Task input
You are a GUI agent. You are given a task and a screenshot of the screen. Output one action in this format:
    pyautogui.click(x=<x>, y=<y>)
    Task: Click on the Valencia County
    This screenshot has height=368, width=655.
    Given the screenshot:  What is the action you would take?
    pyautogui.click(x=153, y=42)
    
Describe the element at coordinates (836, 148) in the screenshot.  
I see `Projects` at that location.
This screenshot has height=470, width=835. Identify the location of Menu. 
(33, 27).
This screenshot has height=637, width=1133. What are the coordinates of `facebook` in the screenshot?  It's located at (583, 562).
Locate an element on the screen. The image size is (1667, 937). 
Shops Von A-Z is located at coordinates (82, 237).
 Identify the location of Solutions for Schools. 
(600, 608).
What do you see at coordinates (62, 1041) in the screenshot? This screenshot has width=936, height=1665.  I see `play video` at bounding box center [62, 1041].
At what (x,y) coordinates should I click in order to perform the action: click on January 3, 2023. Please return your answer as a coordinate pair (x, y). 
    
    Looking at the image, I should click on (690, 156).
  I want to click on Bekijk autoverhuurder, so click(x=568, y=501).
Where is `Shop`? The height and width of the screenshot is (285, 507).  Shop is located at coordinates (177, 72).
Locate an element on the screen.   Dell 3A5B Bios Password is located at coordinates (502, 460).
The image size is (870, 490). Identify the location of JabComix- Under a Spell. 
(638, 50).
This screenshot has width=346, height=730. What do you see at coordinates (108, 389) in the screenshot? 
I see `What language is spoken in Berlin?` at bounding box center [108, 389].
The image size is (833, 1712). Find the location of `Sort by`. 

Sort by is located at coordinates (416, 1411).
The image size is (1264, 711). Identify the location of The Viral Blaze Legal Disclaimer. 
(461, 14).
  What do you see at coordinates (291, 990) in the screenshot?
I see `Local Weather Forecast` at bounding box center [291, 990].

Brief
From the line that contains "This screenshot has height=368, width=655." to the last line of the data, write out each line exactly and add nothing.

Result of this exercise
    This screenshot has height=368, width=655.
    Given the screenshot:  What is the action you would take?
    pyautogui.click(x=153, y=42)
    
Describe the element at coordinates (836, 148) in the screenshot.  
I see `Projects` at that location.
This screenshot has height=470, width=835. Identify the location of Menu. 
(33, 27).
This screenshot has height=637, width=1133. What are the coordinates of `facebook` in the screenshot?  It's located at (583, 562).
Locate an element on the screen. The image size is (1667, 937). 
Shops Von A-Z is located at coordinates (82, 237).
 Identify the location of Solutions for Schools. 
(600, 608).
What do you see at coordinates (62, 1041) in the screenshot? This screenshot has width=936, height=1665.  I see `play video` at bounding box center [62, 1041].
At what (x,y) coordinates should I click in order to perform the action: click on January 3, 2023. Please return your answer as a coordinate pair (x, y). 
    
    Looking at the image, I should click on (690, 156).
  I want to click on Bekijk autoverhuurder, so click(x=568, y=501).
Where is `Shop`? The height and width of the screenshot is (285, 507).  Shop is located at coordinates (177, 72).
Locate an element on the screen.   Dell 3A5B Bios Password is located at coordinates (502, 460).
The image size is (870, 490). Identify the location of JabComix- Under a Spell. 
(638, 50).
This screenshot has width=346, height=730. What do you see at coordinates (108, 389) in the screenshot? 
I see `What language is spoken in Berlin?` at bounding box center [108, 389].
The image size is (833, 1712). Find the location of `Sort by`. 

Sort by is located at coordinates (416, 1411).
The image size is (1264, 711). Identify the location of The Viral Blaze Legal Disclaimer. 
(461, 14).
  What do you see at coordinates (291, 990) in the screenshot?
I see `Local Weather Forecast` at bounding box center [291, 990].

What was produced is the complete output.